ING’s blockchain team is testing a privacy technology called “bulletproofs,” the latest in a series of seemingly unlikely cypherpunk experiments at the Netherlands-based global bank.
Developed and refined by hardcore cryptographers at Stanford University, University College London and startup Blockstream, bulletproofs are designed to hide the amounts being transferred in bitcoin transactions, which are normally visible to anyone. But banks have privacy concerns about blockchains too, since they don’t want to expose competitive or sensitive client data to rivals.
One early solution was zero-knowledge proofs (ZKPs), a way of proving possession of a secret without revealing the secret itself. Over the past year or so, ING has explored ZKP variants such as range proofs (where a hidden number is proven to be within a certain range) and zero-knowledge set membership (where alphanumeric data can be validated within a specified set).
But ZKPs eat up a lot of computation and so potentially slow down a blockchain. Now, ING sees bulletproofs as a much more efficient, therefore applicable, version of these proofs.
The bank found bulletproofs turn out to be “roughly ten times faster than other range proofs, for a single range proof,” said Mariana Gomez de la Villa, global head of ING’s blockchain program.
And when aggregated together these proving schemes gain efficiency. Gomez de la Villa gave the example of a cryptocurrency exchange using range proofs to show it has enough funds to pay all its clients if they want to withdraw their money at the same time.
In this case, “bulletproofs would allow a solution that is 300 times more efficient than other alternative range proofs,” she said.
While a lot of this stuff is academic, ING is now looking to where it can apply the tech. Potential uses touch on the need to obey the Europe Union’s General Data Protection Regulation (GDPR); for instance, ZK set membership can prove an individual belongs to a given EU member state without disclosing any other information about their identity.
Meanwhile, academics and cryptocurrency scientists seem encouraged, if a little bemused. Blockstream mathematician Andrew Poelstra told CoinDesk via email:
“When we developed bulletproofs in 2017, we did not expect such an uptake. We’re very excited and proud whenever we see the technology being applied to real world problems, if a little surprised its found a use-case in traditional banking!”
ING is also looking at applying ZKPs to the testing out of trade finance blockchains, an innovation which in turn looks ahead to a world of blockchain interoperability, said Gomez de la Villa.
“We are setting up a whole [ZKP] shop to help developers find these use cases and are in contact with some of our customers to ensure they have a good understanding of how they can leverage these open source projects that we have,” she said.
To illustrate how the bank’s blockchain projects might apply ZKPs, Gomez de la Villa said imagine tracking a commodity from its origin and keeping the certificate of origin throughout the supply chain but without disclosing the supplier, price or the quality of the commodity.
Looking ahead, this could involve that commodity touching several distributed ledger networks (interoperability is something ING is thinking about now, given the bank has close ties with R3, ethereum-based oil and gas consortium Komgo, and recently IBM’s MineHub on Hyperledger Fabric).
“We need to ensure that the specific properties of the commodity worth passing along the chain in terms of semantic (meaning and interpretation of the fields) and the syntactic (format and fields) remain intact,” said Gomez de la Villa, “and at the same time being able to hide the ones that do not need to be passed on along the value chain but still are useful to record for other purposes.”
Proving the bank has reached the highest levels in this field, ING takes part in the annual ZKProof Workshop alongside the team behind cryptocurrency zcash, Blockstream and QEDIT. The bank also said it compares notes with the likes of JPMorgan, another enterprise consumer of zero-knowledge cryptography, to help make the tech a reality for clients.
Gomez de la Villa said:
“Everybody helps each other, everybody bounces stuff with each other and the important thing is not what you have learned but it’s more like how do you apply those learnings.”
But not everybody likes the idea of a bank getting involved with technology seen as the reserve of privacy-driven libertarians for use on public blockchains. Gomez de la Villa said her social media has been trolled by certain people claiming the bank “just copy and pasted” the technology.
“There are people that are quite anarchist about it and they are obviously 100% pro-bitcoin and they believe that indeed they are doing all this to circumvent financial institutions,” she said.
However, Gomez de la Villa is unfazed by her trolls, concluding:
“I like it. Cause that means that it matters.”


- WHAT THE EXERCISE ASKS
Using the records below, report how many lines include "bracket", and give no more than the number.

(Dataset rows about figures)
::::::::
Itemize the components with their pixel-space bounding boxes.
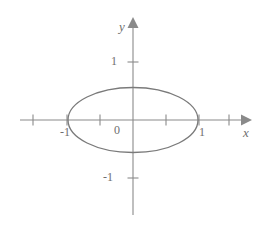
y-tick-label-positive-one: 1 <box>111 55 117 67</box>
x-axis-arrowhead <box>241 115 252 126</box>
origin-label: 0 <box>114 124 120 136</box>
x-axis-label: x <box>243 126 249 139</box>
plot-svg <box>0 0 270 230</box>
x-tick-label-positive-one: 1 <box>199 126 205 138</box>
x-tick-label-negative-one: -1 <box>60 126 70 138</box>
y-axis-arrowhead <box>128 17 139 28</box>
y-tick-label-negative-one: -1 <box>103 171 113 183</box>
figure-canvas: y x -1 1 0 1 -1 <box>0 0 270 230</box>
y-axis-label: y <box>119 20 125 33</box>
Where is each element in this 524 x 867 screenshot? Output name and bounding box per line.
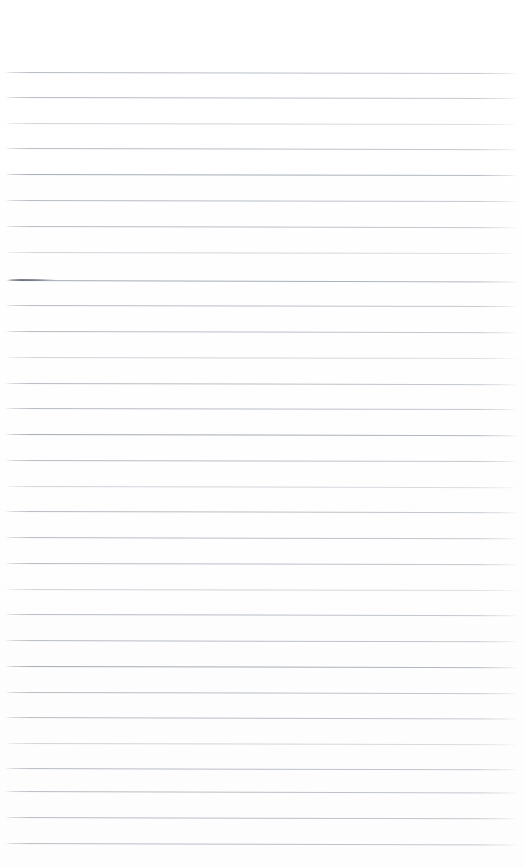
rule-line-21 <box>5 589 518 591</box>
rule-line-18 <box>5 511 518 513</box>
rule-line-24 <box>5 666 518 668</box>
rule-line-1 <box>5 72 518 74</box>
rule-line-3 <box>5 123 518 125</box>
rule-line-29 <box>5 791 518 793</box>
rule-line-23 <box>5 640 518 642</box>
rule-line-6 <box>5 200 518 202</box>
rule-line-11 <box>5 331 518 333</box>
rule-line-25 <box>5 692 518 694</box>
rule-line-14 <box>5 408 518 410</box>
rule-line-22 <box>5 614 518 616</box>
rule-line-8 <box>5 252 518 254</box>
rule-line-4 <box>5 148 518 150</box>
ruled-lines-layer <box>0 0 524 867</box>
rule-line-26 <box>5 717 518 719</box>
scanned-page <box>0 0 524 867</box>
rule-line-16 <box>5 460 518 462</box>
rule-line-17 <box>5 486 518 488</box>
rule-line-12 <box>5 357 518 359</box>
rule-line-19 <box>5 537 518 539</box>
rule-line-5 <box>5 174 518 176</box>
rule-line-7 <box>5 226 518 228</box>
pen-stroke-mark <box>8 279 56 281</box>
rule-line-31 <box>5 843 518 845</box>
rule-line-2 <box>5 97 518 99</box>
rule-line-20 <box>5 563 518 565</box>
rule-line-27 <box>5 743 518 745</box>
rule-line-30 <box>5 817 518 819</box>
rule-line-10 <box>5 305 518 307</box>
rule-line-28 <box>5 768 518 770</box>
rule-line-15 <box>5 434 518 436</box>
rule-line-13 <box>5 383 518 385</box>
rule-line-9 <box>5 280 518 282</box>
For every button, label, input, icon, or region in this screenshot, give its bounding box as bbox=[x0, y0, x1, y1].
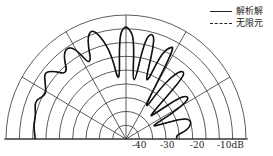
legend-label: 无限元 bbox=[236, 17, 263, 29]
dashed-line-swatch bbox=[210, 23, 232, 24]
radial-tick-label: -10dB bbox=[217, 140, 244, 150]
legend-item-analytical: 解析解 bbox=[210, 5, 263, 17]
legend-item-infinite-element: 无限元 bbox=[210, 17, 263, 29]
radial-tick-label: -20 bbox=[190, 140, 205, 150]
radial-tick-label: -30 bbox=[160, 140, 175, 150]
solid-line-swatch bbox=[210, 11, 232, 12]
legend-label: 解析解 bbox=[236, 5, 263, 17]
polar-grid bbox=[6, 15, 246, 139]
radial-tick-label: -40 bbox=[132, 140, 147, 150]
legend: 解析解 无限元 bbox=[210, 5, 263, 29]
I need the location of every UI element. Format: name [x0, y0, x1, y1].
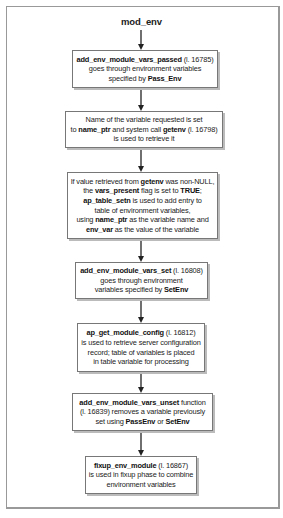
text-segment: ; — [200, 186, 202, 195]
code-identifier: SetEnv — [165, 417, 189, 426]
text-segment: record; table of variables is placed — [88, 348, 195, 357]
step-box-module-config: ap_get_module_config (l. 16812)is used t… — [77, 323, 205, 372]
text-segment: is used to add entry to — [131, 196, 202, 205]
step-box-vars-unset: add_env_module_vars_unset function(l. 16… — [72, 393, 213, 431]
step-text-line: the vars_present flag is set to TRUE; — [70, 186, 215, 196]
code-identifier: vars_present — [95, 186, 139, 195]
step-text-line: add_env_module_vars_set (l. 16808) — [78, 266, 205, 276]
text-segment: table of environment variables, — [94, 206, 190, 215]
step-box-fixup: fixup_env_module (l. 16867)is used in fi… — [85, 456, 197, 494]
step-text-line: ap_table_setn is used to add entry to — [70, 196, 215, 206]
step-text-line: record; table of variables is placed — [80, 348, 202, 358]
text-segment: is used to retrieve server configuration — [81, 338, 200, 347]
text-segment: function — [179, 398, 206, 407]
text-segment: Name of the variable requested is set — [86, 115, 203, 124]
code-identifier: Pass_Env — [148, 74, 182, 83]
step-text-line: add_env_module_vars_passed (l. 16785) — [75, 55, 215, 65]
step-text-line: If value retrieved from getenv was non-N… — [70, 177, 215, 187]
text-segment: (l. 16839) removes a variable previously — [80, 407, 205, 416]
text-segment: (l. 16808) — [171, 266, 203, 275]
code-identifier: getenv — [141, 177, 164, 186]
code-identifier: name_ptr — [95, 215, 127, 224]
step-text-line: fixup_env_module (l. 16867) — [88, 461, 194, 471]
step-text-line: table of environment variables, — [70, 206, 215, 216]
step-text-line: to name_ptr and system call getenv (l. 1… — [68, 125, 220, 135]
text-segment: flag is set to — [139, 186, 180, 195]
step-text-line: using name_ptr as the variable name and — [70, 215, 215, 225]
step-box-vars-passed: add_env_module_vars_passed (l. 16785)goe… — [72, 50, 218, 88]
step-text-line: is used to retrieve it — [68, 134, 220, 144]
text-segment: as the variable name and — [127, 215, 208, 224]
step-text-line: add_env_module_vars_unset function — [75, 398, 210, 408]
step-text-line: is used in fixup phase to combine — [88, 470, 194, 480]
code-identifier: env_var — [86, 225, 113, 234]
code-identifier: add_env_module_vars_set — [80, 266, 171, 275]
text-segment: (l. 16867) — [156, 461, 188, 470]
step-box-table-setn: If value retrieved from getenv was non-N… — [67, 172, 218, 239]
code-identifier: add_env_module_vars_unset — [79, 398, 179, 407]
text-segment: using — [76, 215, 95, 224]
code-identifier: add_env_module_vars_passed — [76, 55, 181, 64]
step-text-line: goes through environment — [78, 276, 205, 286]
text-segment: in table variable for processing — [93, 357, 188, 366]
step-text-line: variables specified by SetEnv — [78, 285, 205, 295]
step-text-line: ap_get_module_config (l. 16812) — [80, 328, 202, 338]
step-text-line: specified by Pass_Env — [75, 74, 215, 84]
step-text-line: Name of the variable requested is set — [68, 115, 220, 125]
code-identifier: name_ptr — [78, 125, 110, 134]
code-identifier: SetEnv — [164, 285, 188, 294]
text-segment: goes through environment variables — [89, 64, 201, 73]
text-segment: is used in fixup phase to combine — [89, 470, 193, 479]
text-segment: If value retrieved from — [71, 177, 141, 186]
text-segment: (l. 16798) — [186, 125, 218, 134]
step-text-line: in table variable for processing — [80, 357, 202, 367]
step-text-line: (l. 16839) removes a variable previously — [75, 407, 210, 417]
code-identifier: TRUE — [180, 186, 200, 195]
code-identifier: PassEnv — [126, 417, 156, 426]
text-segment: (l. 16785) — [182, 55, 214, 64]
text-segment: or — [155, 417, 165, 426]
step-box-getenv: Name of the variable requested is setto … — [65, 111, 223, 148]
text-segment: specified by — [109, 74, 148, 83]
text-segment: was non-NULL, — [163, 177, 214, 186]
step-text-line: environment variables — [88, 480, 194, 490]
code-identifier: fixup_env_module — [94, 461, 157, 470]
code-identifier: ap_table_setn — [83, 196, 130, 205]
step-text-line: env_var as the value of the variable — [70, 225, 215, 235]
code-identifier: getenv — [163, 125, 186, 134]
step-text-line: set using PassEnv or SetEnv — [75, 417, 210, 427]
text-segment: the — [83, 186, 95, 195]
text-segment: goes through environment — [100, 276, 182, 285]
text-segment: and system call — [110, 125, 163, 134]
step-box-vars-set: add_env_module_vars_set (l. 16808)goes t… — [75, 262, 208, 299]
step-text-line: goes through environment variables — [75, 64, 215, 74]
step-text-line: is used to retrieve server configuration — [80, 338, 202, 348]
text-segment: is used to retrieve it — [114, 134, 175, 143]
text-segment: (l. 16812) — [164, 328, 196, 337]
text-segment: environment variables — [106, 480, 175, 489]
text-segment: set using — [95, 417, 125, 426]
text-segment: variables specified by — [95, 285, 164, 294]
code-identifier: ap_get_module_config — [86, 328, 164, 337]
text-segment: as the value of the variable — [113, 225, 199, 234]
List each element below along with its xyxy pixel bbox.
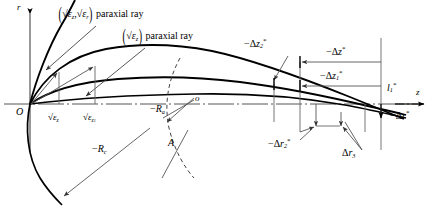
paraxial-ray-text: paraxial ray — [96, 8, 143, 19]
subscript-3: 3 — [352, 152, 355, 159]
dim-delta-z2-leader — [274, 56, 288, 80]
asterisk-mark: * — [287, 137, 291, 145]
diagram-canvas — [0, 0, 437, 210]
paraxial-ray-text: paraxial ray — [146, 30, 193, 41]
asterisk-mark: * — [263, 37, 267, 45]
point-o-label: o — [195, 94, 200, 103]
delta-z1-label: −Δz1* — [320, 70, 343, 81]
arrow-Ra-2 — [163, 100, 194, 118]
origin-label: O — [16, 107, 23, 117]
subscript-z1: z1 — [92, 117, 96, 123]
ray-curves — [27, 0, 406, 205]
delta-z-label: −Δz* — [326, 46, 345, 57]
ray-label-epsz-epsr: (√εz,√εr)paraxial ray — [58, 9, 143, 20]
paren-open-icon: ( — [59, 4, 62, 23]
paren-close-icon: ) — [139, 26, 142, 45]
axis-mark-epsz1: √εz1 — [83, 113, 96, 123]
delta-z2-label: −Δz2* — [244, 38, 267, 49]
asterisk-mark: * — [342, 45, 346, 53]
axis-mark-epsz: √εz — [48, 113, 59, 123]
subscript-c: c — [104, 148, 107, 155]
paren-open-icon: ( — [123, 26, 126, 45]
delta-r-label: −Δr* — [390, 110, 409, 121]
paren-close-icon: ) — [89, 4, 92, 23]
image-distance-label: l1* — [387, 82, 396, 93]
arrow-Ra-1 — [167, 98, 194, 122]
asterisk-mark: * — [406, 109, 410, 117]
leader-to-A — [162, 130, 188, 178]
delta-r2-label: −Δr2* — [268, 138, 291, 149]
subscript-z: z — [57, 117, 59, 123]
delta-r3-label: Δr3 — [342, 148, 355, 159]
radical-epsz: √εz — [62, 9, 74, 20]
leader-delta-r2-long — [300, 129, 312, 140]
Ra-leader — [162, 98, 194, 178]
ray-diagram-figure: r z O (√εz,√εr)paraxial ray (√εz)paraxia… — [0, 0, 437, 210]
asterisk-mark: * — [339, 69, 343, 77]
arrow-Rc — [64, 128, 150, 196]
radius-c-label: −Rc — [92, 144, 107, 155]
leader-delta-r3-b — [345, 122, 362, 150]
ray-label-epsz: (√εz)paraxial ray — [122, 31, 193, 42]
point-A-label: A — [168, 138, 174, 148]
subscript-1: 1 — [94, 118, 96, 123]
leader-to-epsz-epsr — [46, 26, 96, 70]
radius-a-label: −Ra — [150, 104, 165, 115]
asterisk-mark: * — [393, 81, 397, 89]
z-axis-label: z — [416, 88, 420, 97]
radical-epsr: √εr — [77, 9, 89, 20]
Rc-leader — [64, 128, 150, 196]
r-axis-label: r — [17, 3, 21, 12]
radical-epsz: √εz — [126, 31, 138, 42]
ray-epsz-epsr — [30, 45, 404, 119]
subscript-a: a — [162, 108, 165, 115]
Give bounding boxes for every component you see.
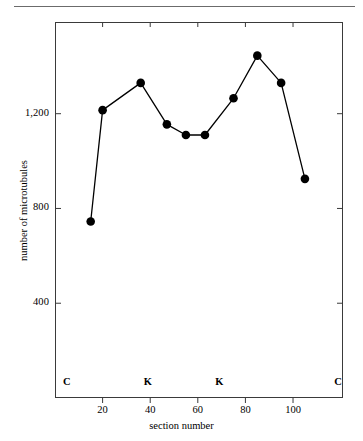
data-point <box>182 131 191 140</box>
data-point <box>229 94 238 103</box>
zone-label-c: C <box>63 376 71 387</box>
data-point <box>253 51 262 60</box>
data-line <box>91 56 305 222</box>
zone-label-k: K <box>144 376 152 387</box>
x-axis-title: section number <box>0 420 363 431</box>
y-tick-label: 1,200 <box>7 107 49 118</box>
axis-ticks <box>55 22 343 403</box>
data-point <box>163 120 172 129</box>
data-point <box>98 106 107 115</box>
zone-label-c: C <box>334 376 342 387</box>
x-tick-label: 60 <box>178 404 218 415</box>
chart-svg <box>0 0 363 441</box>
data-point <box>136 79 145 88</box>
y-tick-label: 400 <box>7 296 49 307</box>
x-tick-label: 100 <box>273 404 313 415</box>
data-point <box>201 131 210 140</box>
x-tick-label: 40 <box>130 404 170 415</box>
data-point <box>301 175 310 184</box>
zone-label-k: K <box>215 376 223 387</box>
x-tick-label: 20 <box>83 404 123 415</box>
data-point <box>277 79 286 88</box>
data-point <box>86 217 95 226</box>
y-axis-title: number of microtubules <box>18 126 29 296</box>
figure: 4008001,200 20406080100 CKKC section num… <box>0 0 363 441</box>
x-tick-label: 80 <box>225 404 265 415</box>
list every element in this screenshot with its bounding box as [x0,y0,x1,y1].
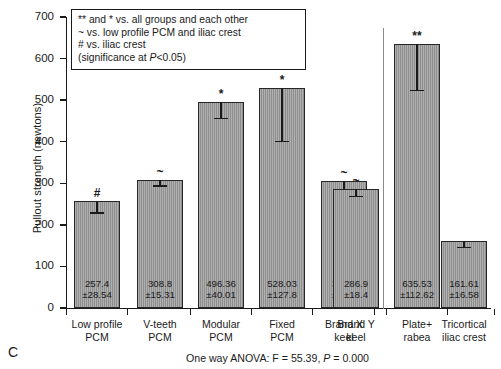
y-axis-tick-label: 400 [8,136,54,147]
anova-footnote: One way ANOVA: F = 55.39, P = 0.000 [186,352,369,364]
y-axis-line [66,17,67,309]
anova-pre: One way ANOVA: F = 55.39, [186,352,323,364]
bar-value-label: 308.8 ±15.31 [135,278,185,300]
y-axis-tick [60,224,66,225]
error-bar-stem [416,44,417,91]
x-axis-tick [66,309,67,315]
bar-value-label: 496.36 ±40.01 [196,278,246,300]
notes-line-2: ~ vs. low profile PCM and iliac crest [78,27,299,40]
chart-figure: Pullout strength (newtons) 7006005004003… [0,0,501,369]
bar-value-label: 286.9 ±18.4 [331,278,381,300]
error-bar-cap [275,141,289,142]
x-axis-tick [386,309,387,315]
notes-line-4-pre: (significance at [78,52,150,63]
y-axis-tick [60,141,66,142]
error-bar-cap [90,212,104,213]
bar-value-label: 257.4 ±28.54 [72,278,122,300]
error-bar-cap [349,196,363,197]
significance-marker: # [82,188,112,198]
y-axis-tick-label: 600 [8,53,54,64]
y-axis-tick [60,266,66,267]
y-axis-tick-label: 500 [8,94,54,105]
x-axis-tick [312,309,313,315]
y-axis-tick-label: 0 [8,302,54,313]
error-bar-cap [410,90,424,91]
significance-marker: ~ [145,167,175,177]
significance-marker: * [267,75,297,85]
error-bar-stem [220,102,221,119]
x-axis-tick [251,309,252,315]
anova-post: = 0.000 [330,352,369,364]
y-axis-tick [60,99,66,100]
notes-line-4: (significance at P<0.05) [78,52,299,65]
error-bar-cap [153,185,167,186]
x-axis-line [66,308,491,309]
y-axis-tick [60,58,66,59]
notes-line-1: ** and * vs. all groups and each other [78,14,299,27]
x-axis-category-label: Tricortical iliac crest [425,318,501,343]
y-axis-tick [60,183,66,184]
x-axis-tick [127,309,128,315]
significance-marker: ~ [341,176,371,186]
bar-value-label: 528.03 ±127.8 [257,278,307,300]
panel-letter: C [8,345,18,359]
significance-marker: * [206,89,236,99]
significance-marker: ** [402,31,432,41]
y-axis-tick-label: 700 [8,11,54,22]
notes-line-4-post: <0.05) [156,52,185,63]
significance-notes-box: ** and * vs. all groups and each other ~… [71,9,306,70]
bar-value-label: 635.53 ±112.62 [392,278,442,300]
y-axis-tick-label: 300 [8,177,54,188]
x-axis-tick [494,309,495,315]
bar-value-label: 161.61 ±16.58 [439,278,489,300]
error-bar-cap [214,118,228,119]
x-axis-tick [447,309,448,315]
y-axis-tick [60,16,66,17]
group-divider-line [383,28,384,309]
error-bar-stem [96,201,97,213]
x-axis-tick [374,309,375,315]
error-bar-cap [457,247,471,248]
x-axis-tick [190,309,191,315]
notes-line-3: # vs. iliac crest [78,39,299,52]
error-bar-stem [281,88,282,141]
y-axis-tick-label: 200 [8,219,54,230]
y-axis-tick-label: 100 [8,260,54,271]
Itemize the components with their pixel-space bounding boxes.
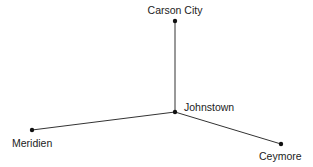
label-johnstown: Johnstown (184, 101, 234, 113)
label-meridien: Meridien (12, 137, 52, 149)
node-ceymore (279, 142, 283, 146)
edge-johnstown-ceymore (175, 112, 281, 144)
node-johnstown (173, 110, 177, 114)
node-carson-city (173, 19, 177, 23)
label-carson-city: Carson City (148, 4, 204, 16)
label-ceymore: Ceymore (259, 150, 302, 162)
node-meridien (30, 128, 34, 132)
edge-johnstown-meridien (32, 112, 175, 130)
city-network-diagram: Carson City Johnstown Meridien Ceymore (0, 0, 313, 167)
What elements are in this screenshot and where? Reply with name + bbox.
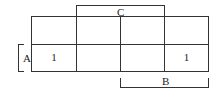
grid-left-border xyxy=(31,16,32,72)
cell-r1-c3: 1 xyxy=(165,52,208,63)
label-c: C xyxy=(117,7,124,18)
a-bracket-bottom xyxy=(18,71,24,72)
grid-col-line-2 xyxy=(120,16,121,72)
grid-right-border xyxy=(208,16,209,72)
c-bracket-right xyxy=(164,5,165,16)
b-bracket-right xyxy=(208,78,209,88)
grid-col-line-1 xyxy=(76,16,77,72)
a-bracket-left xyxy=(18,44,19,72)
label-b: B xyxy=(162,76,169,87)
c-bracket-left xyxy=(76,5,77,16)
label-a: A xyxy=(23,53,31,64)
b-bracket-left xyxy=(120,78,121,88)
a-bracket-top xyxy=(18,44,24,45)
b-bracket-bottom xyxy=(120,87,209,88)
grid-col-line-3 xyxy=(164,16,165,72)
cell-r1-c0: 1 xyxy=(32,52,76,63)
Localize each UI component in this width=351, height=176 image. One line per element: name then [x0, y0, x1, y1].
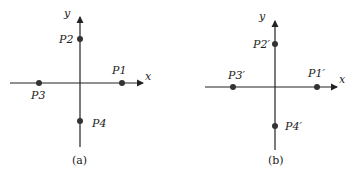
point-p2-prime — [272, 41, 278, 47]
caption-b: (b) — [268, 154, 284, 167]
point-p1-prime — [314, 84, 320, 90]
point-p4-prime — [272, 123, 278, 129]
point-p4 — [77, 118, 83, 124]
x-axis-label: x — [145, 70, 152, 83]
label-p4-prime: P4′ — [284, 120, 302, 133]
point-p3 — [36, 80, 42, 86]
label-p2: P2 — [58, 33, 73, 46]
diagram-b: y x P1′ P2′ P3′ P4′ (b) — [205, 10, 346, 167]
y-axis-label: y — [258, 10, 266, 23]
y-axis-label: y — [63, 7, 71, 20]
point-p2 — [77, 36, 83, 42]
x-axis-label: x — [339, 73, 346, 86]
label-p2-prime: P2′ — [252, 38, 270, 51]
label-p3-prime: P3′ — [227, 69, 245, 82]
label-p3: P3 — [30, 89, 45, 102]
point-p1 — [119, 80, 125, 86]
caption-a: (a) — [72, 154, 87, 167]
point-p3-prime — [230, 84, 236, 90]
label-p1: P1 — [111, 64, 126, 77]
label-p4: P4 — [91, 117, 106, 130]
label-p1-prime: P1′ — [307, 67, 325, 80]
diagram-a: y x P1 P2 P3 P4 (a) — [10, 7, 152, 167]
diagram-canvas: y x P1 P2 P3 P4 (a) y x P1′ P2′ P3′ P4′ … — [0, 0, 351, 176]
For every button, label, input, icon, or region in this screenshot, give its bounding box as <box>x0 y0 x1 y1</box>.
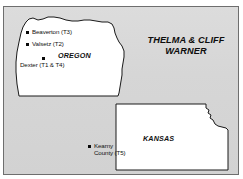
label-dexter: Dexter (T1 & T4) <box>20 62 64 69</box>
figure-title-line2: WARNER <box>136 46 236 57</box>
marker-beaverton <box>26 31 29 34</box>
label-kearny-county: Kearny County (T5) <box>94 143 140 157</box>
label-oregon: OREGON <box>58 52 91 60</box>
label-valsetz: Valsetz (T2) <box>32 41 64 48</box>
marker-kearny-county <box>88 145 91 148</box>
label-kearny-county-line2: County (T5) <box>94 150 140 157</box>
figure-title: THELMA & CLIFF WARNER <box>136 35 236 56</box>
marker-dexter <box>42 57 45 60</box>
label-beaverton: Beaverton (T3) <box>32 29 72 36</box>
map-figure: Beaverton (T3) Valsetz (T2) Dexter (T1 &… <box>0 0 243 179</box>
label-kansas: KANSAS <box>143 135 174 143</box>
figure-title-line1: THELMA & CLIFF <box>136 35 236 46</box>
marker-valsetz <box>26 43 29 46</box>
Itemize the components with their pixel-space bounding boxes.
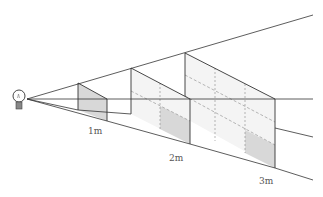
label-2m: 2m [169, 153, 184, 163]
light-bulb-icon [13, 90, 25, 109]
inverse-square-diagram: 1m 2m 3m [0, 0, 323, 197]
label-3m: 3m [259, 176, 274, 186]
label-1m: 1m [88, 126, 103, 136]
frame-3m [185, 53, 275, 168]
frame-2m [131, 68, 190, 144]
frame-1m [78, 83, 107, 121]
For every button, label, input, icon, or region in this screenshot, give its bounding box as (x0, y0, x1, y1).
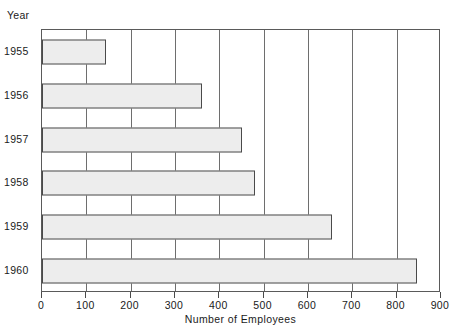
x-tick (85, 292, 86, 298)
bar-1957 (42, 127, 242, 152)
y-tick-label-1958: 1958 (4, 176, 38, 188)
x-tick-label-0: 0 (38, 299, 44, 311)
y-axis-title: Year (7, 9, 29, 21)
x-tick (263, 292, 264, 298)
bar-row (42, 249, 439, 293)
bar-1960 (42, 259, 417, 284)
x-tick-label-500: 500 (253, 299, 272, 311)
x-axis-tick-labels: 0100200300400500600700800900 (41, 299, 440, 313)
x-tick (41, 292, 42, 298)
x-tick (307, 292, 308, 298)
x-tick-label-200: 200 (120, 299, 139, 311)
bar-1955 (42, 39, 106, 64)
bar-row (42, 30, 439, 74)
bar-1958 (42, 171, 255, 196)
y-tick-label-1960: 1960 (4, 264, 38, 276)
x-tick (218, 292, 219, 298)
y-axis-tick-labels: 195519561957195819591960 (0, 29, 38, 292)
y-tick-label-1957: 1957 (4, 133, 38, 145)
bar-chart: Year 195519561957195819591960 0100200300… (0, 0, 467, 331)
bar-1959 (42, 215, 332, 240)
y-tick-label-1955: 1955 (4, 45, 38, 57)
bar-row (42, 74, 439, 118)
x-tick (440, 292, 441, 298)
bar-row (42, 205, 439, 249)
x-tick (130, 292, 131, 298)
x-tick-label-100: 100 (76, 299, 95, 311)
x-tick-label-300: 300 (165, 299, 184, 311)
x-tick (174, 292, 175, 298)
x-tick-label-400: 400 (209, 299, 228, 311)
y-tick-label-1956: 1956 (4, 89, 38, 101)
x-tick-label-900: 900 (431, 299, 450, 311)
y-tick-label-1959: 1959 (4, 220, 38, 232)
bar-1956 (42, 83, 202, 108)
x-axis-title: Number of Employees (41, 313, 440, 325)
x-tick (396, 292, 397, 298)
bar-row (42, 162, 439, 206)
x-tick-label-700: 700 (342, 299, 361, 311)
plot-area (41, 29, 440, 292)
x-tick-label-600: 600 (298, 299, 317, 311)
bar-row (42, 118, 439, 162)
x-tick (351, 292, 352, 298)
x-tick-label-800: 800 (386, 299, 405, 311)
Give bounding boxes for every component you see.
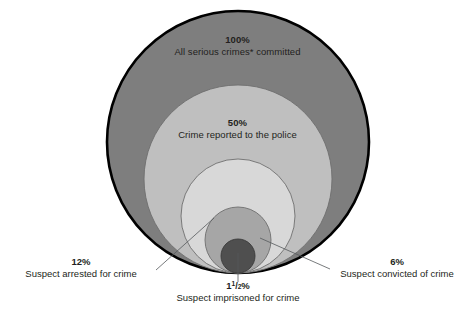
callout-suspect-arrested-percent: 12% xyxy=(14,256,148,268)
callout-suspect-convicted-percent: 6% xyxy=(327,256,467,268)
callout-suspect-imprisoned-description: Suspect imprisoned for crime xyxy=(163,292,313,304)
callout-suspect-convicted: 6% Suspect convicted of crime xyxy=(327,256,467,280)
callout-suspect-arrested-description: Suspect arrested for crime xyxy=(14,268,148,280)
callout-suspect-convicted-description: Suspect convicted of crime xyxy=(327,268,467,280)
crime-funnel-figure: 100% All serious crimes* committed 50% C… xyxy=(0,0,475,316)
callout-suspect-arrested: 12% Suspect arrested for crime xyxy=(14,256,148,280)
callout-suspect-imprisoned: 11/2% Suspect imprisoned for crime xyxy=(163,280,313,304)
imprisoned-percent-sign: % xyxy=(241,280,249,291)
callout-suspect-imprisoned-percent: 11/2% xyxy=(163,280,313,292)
::::::::
- REPLY
8